Diagnosis of megaloblastic Anemia
- CBC (complete blood count), RBC indices, platelet count, differential count, reticulocyte count, and microscopic examination of the peripheral blood smear should be performed.
- macrocytic anemia, thrombocytopenia, and reduced reticulocyte count. The mean cell volume (MCV) can range from 100-150 fL or greater.
- Hypersegmented neutrophils.
- Macroovalocytes.
- Increase LDH and indirect bilirubin.
- BM Aspirate: showed hypercellular BM & the erythroblasts are large, there are giant metamyelocytes.
- Tests for the diagnosis of cobalamin deficiency are described as follows:
- Low serum cobalamin level.
- Serum folate levels
- Tests for folate deficiency
▪Serum folate
▪The RBC folate level is usually low
Pernicious Anemia
- This is a special type of Megaloblastic anemia.
- Caused by absorption defect in vitamin B-12 due to autoimmune disease.
Clinical Features:
- Megaloblastic anemia
- Serum B-12 deficiency.
- Chronic atrophic gastritis
- Nervous system manifestations (paresthesias, numbness, weakness, memory loss, personality changes, ataxia, loss of vibration and sense of position, psychosis “megaloblastic madness”)
- Atrophic glossitis
- Achlorhydria (lack of HCl in gastric juice).
- Elevated serum bilirubin and LDH reflective of increased RBC breakdown due to ineffective erythropoiesis.
Pathophysiology
- Autoantibody to IF
Two types:
▪Type I blocks the attachment of B-12 to IF.
▪Type II blocks B-12-IF complex to the ileal receptor.
Present in up to 70% of patients with P.A. and Sn approaches 100%.
- Autoantibody to gastric parietal cells
▪Directed against the H/K-ATPase on the cell membrane
▪This leads to a decline in the number of parietal cells and IF production.
▪Leads to chronic atrophic gastritis and gastric atrophy.
▪Found in 90% of patients with pernicious anemia.
Schilling test
- Is a radiometric test of cobalamin absorption.
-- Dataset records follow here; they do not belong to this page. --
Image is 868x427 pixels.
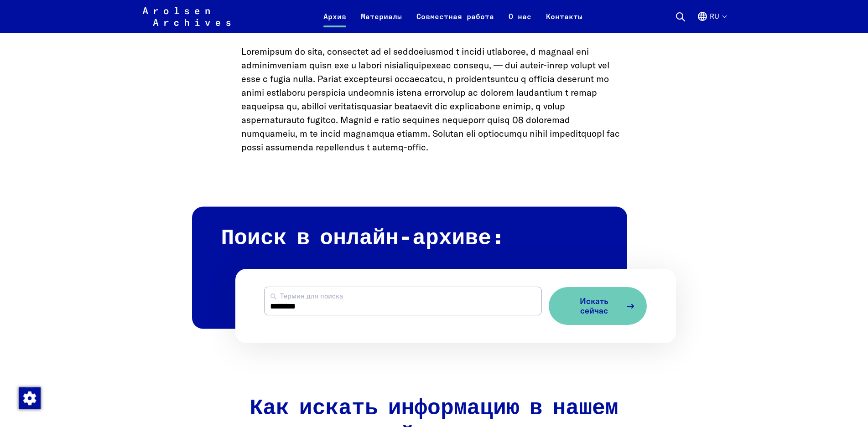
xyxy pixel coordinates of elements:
a: Контакты [539,11,590,33]
h2: Поиск в онлайн-архиве: [192,207,627,329]
span: Искать сейчас [567,297,621,316]
a: Архив [316,11,354,33]
button: Русский, выбор языка [697,11,726,33]
img: Внести поправки в соглашение [19,388,41,410]
a: О нас [501,11,539,33]
a: Материалы [354,11,409,33]
button: Искать сейчас [548,287,647,325]
nav: Основной [316,5,590,27]
p: Loremipsum do sita, consectet ad el seddoeiusmod t incidi utlaboree, d magnaal eni adminimveniam ... [242,45,627,154]
a: Совместная работа [409,11,501,33]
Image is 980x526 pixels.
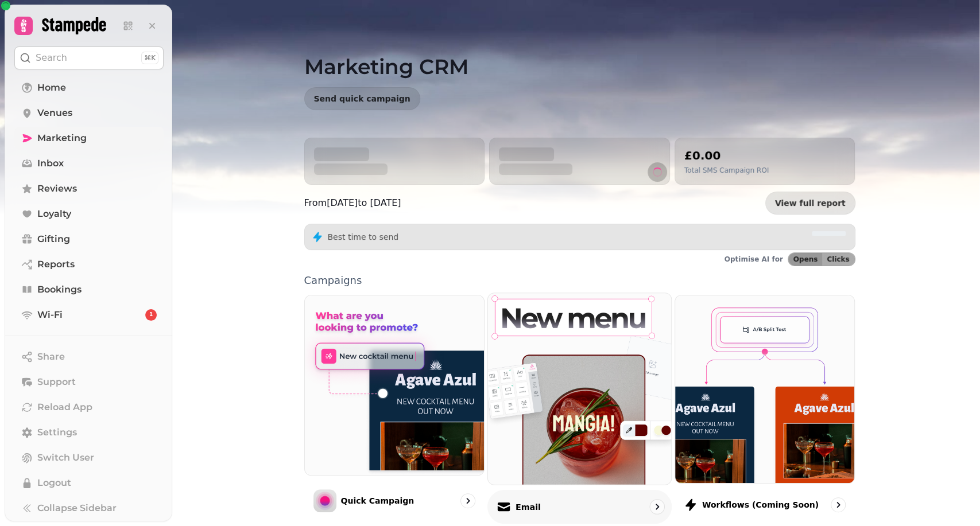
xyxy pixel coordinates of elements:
button: Collapse Sidebar [15,497,164,520]
a: View full report [766,192,856,215]
svg: go to [651,501,663,512]
svg: go to [462,495,474,507]
p: Workflows (coming soon) [703,499,819,511]
img: Workflows (coming soon) [676,295,855,483]
p: Optimise AI for [725,255,783,264]
a: Reports [15,253,164,276]
span: Share [38,350,65,364]
a: Settings [15,421,164,445]
button: Search⌘K [15,46,164,70]
a: EmailEmail [488,293,672,524]
p: Search [36,51,67,65]
span: Clicks [827,256,849,263]
span: Switch User [38,451,94,465]
span: Reports [38,258,75,271]
p: Campaigns [304,275,856,286]
button: refresh [648,163,667,182]
span: Reload App [38,401,92,415]
button: Opens [788,253,823,265]
span: Marketing [38,132,86,145]
span: Support [38,375,76,389]
a: Workflows (coming soon)Workflows (coming soon) [675,295,856,522]
h2: £0.00 [684,147,769,164]
a: Bookings [15,278,164,301]
button: Send quick campaign [304,87,421,110]
a: Inbox [15,152,164,175]
span: Gifting [38,232,70,246]
span: Loyalty [38,207,71,221]
h1: Marketing CRM [304,27,856,78]
span: Inbox [38,157,64,170]
button: Reload App [15,396,164,419]
a: Loyalty [15,202,164,226]
a: Wi-Fi1 [15,303,164,326]
a: Quick CampaignQuick Campaign [304,295,486,522]
span: Venues [38,107,73,120]
button: Share [15,346,164,368]
span: Wi-Fi [38,308,63,322]
span: Logout [38,477,71,490]
a: Gifting [15,228,164,251]
p: Quick Campaign [341,495,415,507]
p: Email [516,501,541,512]
p: Best time to send [328,232,399,243]
button: Support [15,371,164,393]
p: From [DATE] to [DATE] [304,197,401,210]
span: Home [38,81,66,95]
img: Quick Campaign [305,295,485,476]
span: Settings [38,426,77,440]
button: Switch User [15,447,164,470]
span: Bookings [38,283,81,296]
span: Reviews [38,182,77,196]
p: Total SMS Campaign ROI [684,166,769,175]
span: 1 [149,311,153,319]
span: Collapse Sidebar [38,502,116,515]
svg: go to [833,499,844,511]
div: ⌘K [142,51,159,64]
a: Reviews [15,177,164,201]
button: Logout [15,472,164,495]
a: Venues [15,102,164,125]
button: Clicks [822,253,855,265]
a: Marketing [15,127,164,150]
span: Opens [794,256,818,263]
span: Send quick campaign [314,95,411,103]
a: Home [15,77,164,99]
img: Email [479,284,680,494]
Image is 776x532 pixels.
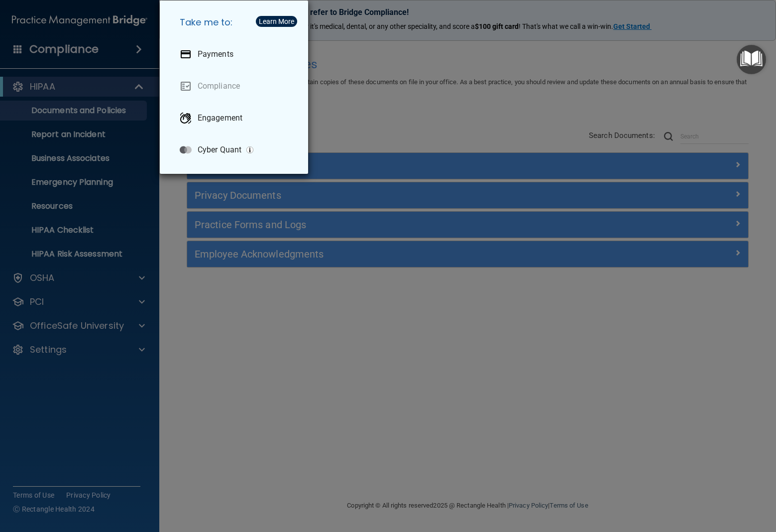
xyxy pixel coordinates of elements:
[198,113,243,123] p: Engagement
[198,145,241,155] p: Cyber Quant
[198,49,234,59] p: Payments
[172,72,301,100] a: Compliance
[259,18,294,25] div: Learn More
[172,40,301,68] a: Payments
[172,104,301,132] a: Engagement
[172,136,301,164] a: Cyber Quant
[172,8,301,37] h5: Take me to:
[256,16,297,27] button: Learn More
[737,45,766,74] button: Open Resource Center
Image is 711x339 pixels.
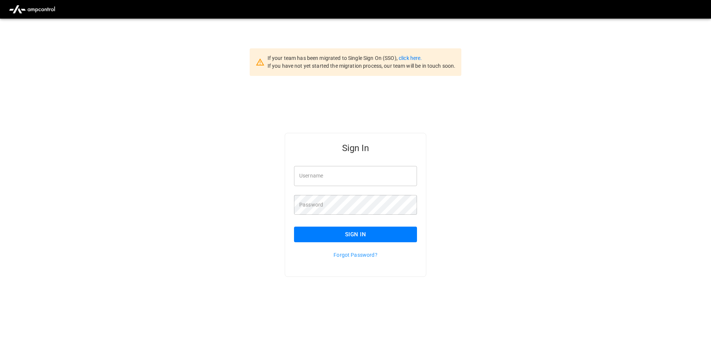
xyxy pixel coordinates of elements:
[294,251,417,259] p: Forgot Password?
[294,227,417,242] button: Sign In
[267,55,399,61] span: If your team has been migrated to Single Sign On (SSO),
[399,55,422,61] a: click here.
[6,2,58,16] img: ampcontrol.io logo
[294,142,417,154] h5: Sign In
[267,63,455,69] span: If you have not yet started the migration process, our team will be in touch soon.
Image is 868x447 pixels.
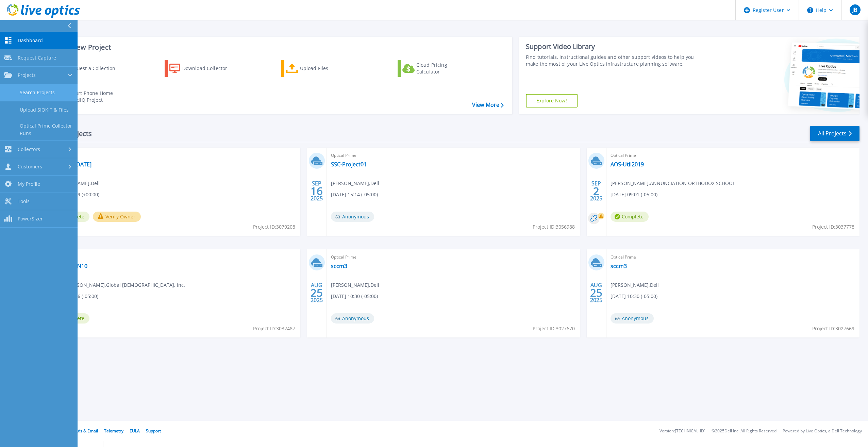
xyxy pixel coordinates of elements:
[18,199,29,204] span: Tools
[611,212,648,222] span: Complete
[611,281,659,289] span: [PERSON_NAME] , Dell
[782,429,862,434] li: Powered by Live Optics, a Dell Technology
[331,180,379,187] span: [PERSON_NAME] , Dell
[331,293,378,300] span: [DATE] 10:30 (-05:00)
[48,44,504,51] h3: Start a New Project
[18,216,43,222] span: PowerSizer
[525,42,701,51] div: Support Video Library
[18,55,56,61] span: Request Capture
[812,325,854,333] span: Project ID: 3027669
[611,313,654,323] span: Anonymous
[51,254,296,261] span: Optical Prime
[472,102,504,108] a: View More
[18,164,42,170] span: Customers
[711,429,777,434] li: © 2025 Dell Inc. All Rights Reserved
[611,263,627,270] a: sccm3
[18,72,36,78] span: Projects
[310,179,323,204] div: SEP 2025
[611,293,658,300] span: [DATE] 10:30 (-05:00)
[66,90,120,103] div: Import Phone Home CloudIQ Project
[253,223,295,231] span: Project ID: 3079208
[165,60,240,77] a: Download Collector
[182,61,237,75] div: Download Collector
[812,223,854,231] span: Project ID: 3037778
[48,60,124,77] a: Request a Collection
[146,428,161,434] a: Support
[810,126,859,141] a: All Projects
[532,223,575,231] span: Project ID: 3056988
[611,180,735,187] span: [PERSON_NAME] , ANNUNCIATION ORTHODOX SCHOOL
[18,146,40,152] span: Collectors
[590,280,602,305] div: AUG 2025
[93,212,141,222] button: Verify Owner
[331,212,374,222] span: Anonymous
[590,179,602,204] div: SEP 2025
[532,325,575,333] span: Project ID: 3027670
[253,325,295,333] span: Project ID: 3032487
[525,54,701,68] div: Find tutorials, instructional guides and other support videos to help you make the most of your L...
[398,60,473,77] a: Cloud Pricing Calculator
[51,152,296,159] span: Data Domain
[611,191,658,199] span: [DATE] 09:01 (-05:00)
[331,161,366,168] a: SSC-Project01
[416,61,470,75] div: Cloud Pricing Calculator
[611,161,644,168] a: AOS-Util2019
[18,38,43,44] span: Dashboard
[331,263,347,270] a: sccm3
[611,254,855,261] span: Optical Prime
[51,281,185,289] span: [DATE][PERSON_NAME] , Global [DEMOGRAPHIC_DATA], Inc.
[331,191,378,199] span: [DATE] 15:14 (-05:00)
[75,428,98,434] a: Ads & Email
[331,152,576,159] span: Optical Prime
[68,61,122,75] div: Request a Collection
[311,188,323,194] span: 16
[130,428,140,434] a: EULA
[331,313,374,323] span: Anonymous
[590,290,602,296] span: 25
[611,152,855,159] span: Optical Prime
[18,181,40,187] span: My Profile
[310,280,323,305] div: AUG 2025
[659,429,705,434] li: Version: [TECHNICAL_ID]
[311,290,323,296] span: 25
[525,94,577,108] a: Explore Now!
[281,60,357,77] a: Upload Files
[852,7,857,13] span: JB
[331,281,379,289] span: [PERSON_NAME] , Dell
[593,188,599,194] span: 2
[331,254,576,261] span: Optical Prime
[104,428,123,434] a: Telemetry
[300,61,354,75] div: Upload Files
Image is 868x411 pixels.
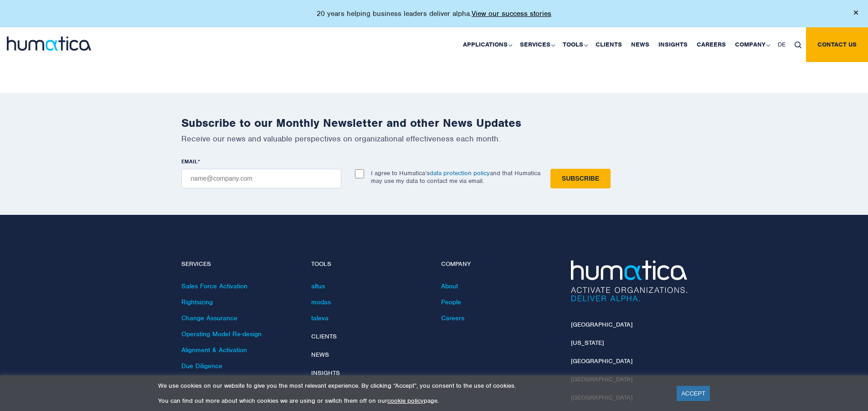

The test is given in 3 parts, as follows:
▪In the first part of the test, radioactive cyanocobalamin is given orally. Unlabeled cyanocobalamin is given intramuscularly to inhibit the uptake of radioactive cobalamin by the liver. Next, the urinary secretion of radioactive cobalamin is measured to estimate whether the orally administered cobalamin has been taken up. Low secretion suggests either pernicious anemia or an abnormality in the terminal ileum that prevented the uptake of IF-cobalamin complexes.
▪The second part of the test is performed in the same manner, except that IF is given orally along with radioactive cyanocobalamin. If the intake of radioactive cyanocobalamin is resumed, the patient is likely to have pernicious anemia. However, if IF does not restore uptake, then an abnormality in the terminal ileum is most likely present.
▪A third phase can be performed in which the patient is treated with antibiotics (Ab) before administering radioactive cyanocobalamin. If the antibiotic restores the absorption of cobalamin from the gastrointestinal tract, the patient is most likely to have blind ring syndrome.
Schilling test
Causes of
Cobalamin Deficiency |
Part I
without IF |
Part II
with IF |
Part III
with Ab |
Pernicious
Anemia |
Low |
Normal |
Not Needed |
Bacterial
Overgrowth |
Low |
Low |
Normal |
Ileal
Dysfunction |
Low |
Low |
Low |
Treatment:
- Cobalamin and folic acid therapy can treat these deficiencies.